Celie passed him a twenty. “I wonder if you could help me out. I’m looking for the Woodward Maple Research Institute. It’s around here, right?”

“Close enough.”

“I don’t suppose you’d be willing to tell me how close?”

He considered, making an effort to look crusty. “Oh, a couple miles as the crow flies.”

“Any chance I could get there if I weren’t a crow?” she asked, reaching out for her change.

“Oh, you’re wanting directions.”

“Assuming you can get theah from heah.”

The smile was full-fledged this time. “Well, you’ll want Bixley Road.” He rested his hands on the counter. “Turn right out of the parking lot and go until you see a sign that says Trask Farm. The second left after that is Bixley Road. You’ll know it because it heads uphill at first. You’ll pass maybe three roads and you’ll see the signs for the Institute. If you see the covered bridge, you’ll know you’ve gone too far.”
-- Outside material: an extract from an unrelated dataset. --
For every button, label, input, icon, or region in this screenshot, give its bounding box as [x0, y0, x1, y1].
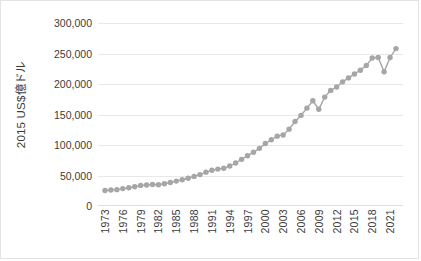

“Thank you kindly,” she said.

“You working at the Institute?”

“That depends.”

“On what?”

She grinned. “Whether I find it.”

“Well, Jacob Trask, who would have thought you were such a good-looking boy under all that hair?” Muriel Anderson, the comfortable-looking clerk at Washington County Maple Supplies gave him a long look up and down. “I almost didn’t recognize you. I see those Eastmont girls took you to task.”

Those Eastmont girls had trimmed and tidied and upholstered him until he could hardly stand it. In the first stunned moments when he’d stared at his newly shorn face in the salon mirror, all he’d been able to do was calculate feverishly how long it would take to grow back. He’d been shocked at how naked being clean-shaven made him feel.

He’d grown the beard at twenty and left it on. Without it, he almost hadn’t recognized himself. In the intervening sixteen years, his face had grown more angular, the chin more stubborn, the bones pressed more tightly against the skin.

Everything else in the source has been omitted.